I’m Searching For An MMO That Reminds Me Of The Good Old Days

I’m Searching For An MMO That Reminds Me Of The Good Old Days

“When will MMOs return to their glory days?,” I’d ask whenever the genre of /whispers and warlocks came up in conversation. “Just look at these MMO youngsters fast-travelling across an entire world when, back in 2005, I had to run across five zones for two hours to get where I wanted — and if I died along the way, I’d have to do it all over.” The grind made every bit of progress so sweet, I’d tell myself.

Shroud of the Avatar

This week, an MMO in the style of the classics left early access. Nostalgic for the so-called glory days, I gave it a go. Shroud of the Avatar: Forsaken Virtues is a fantasy MMO designed by Richard Garriott, creator of 1997’s groundbreaking online role-playing game Ultima Online. It’s a return to Garriott’s “innovative early work,” reads Shroud of the Avatar‘s Kickstarter page, which raised nearly $US2 ($3) million to make the game.

Five hours in, Shroud of the Avatar taught me that it’s not a return to MMO’s glory days I want, which may be as much on me as it is on the game.

Shroud of the Avatar wasn’t necessarily going to take me back to the specific MMO glory days I was looking for, but I was eager to try it. When I say “glory days,” MMO-heads know what I’m talking about: Mid-’00s Final Fantasy XI, Guild Wars, early World of Warcraft. There were years when basically the only thing I enjoyed was playing Final Fantasy XI. Why? It didn’t have mind-blowing graphics.

Its combat system wasn’t challenging, innovative or high-stakes. And it certainly wasn’t because it was it was easy to make progress. FFXI‘s wondrous zones — a mushroomy forrest, a sprawling ice castle, a glowing sky city — kept me curious. Its punishing grind made each small victory a celebration. Its community, back in 2005 or so, was tight-knit, ever-helpful.

There were rites of passage, like running to the Jeuno zone for the first time — an hours-long undertaking, that almost certainly required a friendly human guide to ward off aggressive monsters.

New MMOs tend to be so slick. Publisher Square Enix smoothed down FFXI‘s rough edges with the MMO’s 2013 incarnation, Final Fantasy XIV: A Realm Reborn. Its character creator is exceptional. Its tutorial is thorough. It’s effortless to figure out where you’re going, how to get there, who to talk to. The game’s graphics are beautiful and its systems coherent. Yet, I was struck by how low-stakes everything felt, despite the game’s overwhelming beauty and ease-of-play.

Playing it with my MMO-loving friends, who whiled away their childhoods in a similar fashion, FFXIV and its modern MMO kin feel a little heartless.

Shroud of the Avatar has heart and does feel like a throwback to at least one past MMO age. The player, an avatar in a medieval fantasy world, learns of a new evil that’s overtaking New Britannia. It’s a divided world, rebuilding after some cataclysm years ago. Its people are slowly developing mechanical technology, a fun insertion in the traditionally-styled MMO.

After an Oracle determines the player’s class, she travels across the world, learning of the growing evil and fighting its ever-stronger incarnations. In Shroud of the Avatar‘s online mode (there’s an offline one, too), you and a couple hundred players develop your Virtues to ward off evil. It sounds like a “glory days” MMO, looks like one, and plays like one, too.

Combat is a pretty basic auto-fight with a few extra skills thrown in — although you can opt for a deck-building mechanic for their skills. Looting a corpse means clicking on a dead body and taking their money and items. Talking to NPCs, you can ask them more questions with a keyword system (a la the Ultima franchise) that sometimes works and sometimes assigns you quests you don’t want.

Players can also type whatever they want to NPCs, but whenever I did that, the NPCs responded something a little nonsensical. If you die, you have to wait about four minutes to respawn unless somebody resurrects you. Holding a torch means not holding a shield.

I appreciated how dedicated Shroud of the Avatar was to accessing the retro style of its predecessors. In practice, I felt like I’d played this game before, years ago. Although its story is filled with unique plot points and world-building details, I didn’t feel a desire to continue the game. Shroud of the Avatar felt all too familiar.

Is a return of MMOs’ so-called glory days what I want, or do I want there to be new glory days? A decade after binging on the MMOs of the time, perhaps it’s time to admit my tastes have changed. Top-tier graphics can sell a game, I admit.

Unique combat mechanics and a fresh world (preferably not medieval-style fantasy) might whet my palate to figure a game out. Perhaps once MMOs stop trying to recapture their own ghosts, we’ll see something really special.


Within the lines below, the span from the line with "Image is 586x274 pixels." to the line with "Image is 644x312 pixels.", both ends included, is to be reproduced exactly, with pictures omitted.

——————————

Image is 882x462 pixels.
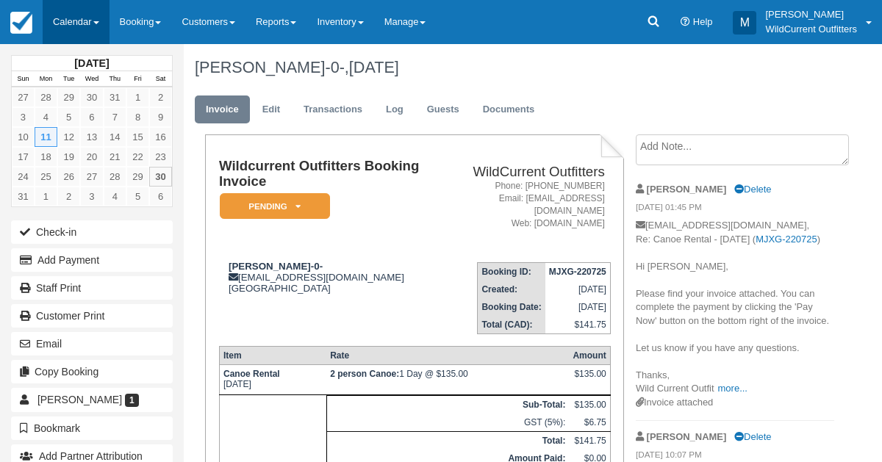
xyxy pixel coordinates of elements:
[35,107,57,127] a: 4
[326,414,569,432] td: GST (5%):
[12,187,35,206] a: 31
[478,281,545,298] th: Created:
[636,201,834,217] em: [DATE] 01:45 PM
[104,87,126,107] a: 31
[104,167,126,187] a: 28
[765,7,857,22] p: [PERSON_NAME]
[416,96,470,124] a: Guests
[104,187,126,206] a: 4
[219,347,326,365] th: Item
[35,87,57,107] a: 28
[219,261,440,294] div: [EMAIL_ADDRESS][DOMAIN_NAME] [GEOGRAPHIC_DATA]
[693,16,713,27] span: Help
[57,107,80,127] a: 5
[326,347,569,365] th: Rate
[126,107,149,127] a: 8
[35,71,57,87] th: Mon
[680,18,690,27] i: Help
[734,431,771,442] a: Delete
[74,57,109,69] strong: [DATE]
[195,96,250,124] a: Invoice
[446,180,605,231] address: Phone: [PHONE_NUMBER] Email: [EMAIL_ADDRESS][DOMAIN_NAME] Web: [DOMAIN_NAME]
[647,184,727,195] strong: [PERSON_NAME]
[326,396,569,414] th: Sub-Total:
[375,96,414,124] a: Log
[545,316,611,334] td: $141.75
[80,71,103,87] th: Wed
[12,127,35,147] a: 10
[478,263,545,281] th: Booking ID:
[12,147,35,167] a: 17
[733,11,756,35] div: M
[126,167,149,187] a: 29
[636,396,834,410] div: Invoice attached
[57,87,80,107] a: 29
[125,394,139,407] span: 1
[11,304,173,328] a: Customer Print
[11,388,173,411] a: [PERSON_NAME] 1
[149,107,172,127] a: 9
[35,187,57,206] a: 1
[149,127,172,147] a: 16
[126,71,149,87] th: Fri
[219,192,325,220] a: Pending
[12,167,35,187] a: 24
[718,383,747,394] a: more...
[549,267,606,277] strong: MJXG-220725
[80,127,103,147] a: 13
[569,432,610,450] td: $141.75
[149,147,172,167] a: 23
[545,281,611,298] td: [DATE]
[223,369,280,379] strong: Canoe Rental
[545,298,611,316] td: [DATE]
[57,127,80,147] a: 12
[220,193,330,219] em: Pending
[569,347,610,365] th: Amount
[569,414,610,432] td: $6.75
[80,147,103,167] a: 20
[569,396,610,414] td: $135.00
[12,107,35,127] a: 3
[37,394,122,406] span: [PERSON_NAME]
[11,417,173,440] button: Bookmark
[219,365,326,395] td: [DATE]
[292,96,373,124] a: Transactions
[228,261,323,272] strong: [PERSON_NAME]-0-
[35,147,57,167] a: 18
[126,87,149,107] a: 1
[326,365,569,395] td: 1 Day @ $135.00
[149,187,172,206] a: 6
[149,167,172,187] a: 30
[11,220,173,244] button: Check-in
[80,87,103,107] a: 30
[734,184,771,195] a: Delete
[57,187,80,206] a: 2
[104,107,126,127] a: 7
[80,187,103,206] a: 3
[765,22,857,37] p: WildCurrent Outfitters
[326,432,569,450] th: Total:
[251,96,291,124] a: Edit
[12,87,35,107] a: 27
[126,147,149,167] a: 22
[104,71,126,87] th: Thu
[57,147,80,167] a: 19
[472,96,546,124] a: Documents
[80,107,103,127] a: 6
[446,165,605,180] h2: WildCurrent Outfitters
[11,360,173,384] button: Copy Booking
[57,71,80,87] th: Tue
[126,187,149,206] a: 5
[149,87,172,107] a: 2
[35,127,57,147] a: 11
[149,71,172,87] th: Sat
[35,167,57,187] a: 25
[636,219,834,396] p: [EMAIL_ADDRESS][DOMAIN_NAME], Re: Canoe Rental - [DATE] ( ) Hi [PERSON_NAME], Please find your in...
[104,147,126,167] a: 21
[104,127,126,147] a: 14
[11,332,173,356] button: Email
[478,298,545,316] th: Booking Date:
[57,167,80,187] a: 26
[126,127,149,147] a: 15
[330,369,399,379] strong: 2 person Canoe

——————————

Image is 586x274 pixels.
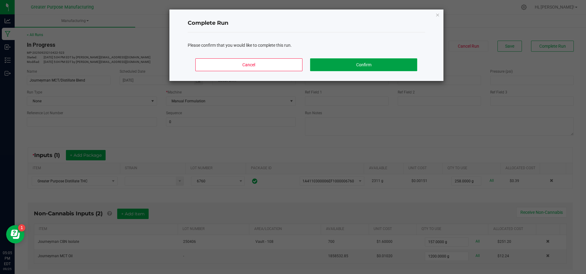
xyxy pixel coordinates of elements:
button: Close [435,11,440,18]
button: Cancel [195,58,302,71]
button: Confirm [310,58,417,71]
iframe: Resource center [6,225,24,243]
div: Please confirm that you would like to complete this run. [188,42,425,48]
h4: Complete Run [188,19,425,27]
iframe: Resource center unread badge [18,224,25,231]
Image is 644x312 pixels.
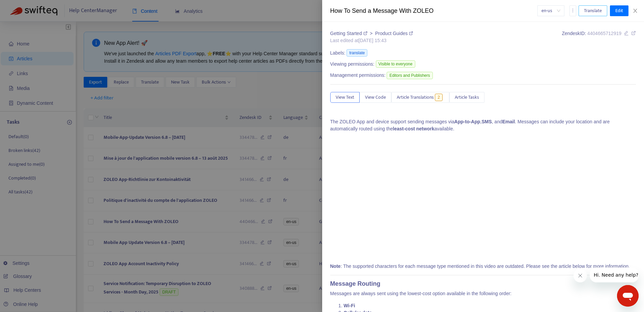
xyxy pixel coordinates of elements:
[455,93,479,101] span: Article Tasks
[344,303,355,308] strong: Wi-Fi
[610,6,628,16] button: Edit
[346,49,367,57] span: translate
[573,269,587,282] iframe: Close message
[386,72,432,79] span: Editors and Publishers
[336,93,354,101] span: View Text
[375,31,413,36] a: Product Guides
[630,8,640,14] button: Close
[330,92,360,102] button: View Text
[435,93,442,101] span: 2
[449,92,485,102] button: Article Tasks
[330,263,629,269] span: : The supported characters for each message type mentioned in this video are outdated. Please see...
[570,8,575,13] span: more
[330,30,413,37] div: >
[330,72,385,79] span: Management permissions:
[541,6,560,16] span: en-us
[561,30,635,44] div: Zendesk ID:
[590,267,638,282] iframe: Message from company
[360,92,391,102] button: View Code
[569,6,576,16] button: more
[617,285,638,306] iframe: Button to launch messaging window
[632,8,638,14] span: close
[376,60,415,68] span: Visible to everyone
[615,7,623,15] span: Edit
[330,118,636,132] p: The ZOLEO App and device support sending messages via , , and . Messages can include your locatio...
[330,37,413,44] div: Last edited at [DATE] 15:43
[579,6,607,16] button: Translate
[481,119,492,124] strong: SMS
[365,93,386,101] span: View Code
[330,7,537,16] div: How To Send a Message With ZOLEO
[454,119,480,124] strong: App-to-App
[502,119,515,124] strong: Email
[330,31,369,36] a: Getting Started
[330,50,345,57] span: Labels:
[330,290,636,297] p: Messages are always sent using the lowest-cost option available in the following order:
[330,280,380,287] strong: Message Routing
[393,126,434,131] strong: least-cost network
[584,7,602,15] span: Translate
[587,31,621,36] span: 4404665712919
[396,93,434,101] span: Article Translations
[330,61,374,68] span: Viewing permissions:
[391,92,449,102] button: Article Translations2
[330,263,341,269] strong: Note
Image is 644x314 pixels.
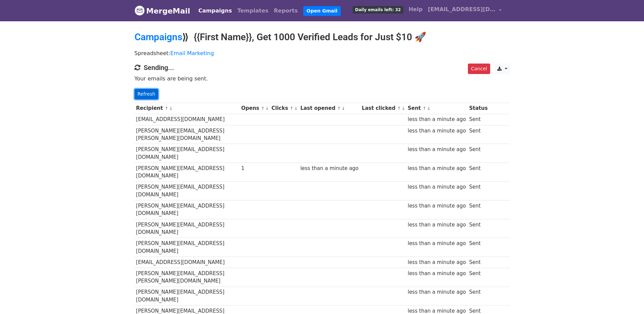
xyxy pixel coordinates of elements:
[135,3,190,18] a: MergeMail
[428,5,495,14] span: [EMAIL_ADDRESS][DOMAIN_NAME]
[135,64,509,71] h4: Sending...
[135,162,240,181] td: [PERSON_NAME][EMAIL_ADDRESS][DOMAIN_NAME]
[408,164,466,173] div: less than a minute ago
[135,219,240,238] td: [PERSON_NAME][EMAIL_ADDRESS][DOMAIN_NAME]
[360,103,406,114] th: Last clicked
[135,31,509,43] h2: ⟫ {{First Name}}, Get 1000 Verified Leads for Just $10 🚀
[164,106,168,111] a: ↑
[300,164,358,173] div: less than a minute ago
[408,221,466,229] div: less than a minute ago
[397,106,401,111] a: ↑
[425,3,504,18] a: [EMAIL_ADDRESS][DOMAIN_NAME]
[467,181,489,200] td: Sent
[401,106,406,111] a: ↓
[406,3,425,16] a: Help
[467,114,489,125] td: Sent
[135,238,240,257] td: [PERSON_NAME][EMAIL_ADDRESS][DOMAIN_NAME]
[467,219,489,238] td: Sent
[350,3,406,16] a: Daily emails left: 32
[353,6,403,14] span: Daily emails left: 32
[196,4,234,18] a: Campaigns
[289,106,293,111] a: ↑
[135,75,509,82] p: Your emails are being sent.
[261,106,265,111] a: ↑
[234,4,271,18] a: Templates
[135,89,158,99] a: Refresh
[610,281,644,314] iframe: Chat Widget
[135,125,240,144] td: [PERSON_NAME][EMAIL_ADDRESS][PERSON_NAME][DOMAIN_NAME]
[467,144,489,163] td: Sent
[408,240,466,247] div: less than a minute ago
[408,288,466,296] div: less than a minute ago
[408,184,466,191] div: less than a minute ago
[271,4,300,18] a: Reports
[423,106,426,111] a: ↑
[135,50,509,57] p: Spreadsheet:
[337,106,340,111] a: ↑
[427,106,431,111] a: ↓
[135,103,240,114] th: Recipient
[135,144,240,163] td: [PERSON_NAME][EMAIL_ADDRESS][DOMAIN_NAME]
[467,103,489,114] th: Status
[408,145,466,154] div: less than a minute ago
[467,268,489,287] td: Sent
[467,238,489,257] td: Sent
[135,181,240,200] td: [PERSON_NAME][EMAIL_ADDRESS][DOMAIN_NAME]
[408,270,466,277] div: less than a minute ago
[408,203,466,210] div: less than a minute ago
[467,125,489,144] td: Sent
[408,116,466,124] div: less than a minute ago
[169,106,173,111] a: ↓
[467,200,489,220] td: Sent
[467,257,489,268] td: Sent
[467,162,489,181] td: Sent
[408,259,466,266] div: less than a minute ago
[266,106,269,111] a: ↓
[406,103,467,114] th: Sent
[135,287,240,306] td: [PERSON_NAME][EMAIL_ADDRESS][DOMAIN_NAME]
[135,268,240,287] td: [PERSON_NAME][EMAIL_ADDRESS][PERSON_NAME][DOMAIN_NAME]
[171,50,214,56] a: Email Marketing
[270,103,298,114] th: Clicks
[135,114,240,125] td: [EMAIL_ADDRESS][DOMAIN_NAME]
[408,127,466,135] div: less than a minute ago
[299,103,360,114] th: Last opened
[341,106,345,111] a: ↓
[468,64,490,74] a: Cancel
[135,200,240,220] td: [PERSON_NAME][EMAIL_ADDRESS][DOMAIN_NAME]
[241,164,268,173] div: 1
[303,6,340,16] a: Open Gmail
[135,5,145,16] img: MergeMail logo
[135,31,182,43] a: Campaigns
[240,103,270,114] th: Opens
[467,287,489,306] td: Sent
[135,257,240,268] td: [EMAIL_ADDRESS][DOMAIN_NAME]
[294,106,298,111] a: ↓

——————————

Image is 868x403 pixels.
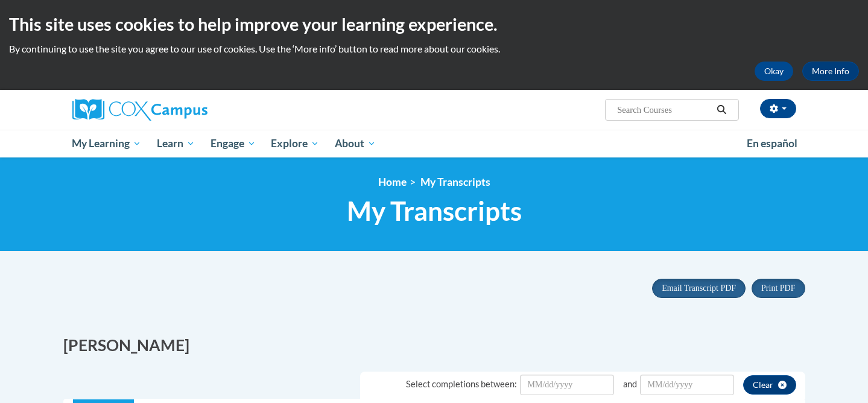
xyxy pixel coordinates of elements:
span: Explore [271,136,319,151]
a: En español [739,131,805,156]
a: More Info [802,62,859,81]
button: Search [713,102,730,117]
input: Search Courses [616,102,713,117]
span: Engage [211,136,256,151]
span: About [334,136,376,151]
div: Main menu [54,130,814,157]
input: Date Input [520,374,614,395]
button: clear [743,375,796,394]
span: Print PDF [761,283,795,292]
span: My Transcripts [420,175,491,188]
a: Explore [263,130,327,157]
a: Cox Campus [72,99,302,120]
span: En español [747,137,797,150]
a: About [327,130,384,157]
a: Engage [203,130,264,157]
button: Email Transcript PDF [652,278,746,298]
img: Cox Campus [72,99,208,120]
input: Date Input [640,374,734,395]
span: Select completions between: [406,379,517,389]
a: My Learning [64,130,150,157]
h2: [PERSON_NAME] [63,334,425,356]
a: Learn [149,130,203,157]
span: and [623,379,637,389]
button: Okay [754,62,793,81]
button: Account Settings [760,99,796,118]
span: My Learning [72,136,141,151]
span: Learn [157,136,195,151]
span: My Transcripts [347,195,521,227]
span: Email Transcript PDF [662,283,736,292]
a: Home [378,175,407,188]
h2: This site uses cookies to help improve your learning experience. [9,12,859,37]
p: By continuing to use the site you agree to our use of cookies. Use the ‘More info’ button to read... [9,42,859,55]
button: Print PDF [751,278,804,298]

——————————

Response for this exercise
Image is 586x274 pixels.
xyxy pixel coordinates of elements:
button: Close [435,11,440,18]
button: Cancel [195,58,302,71]
button: Confirm [310,58,417,71]
iframe: Resource center [6,225,24,243]
div: Please confirm that you would like to complete this run. [188,42,425,48]
h4: Complete Run [188,19,425,27]
iframe: Resource center unread badge [18,224,25,231]
Image is 644x312 pixels.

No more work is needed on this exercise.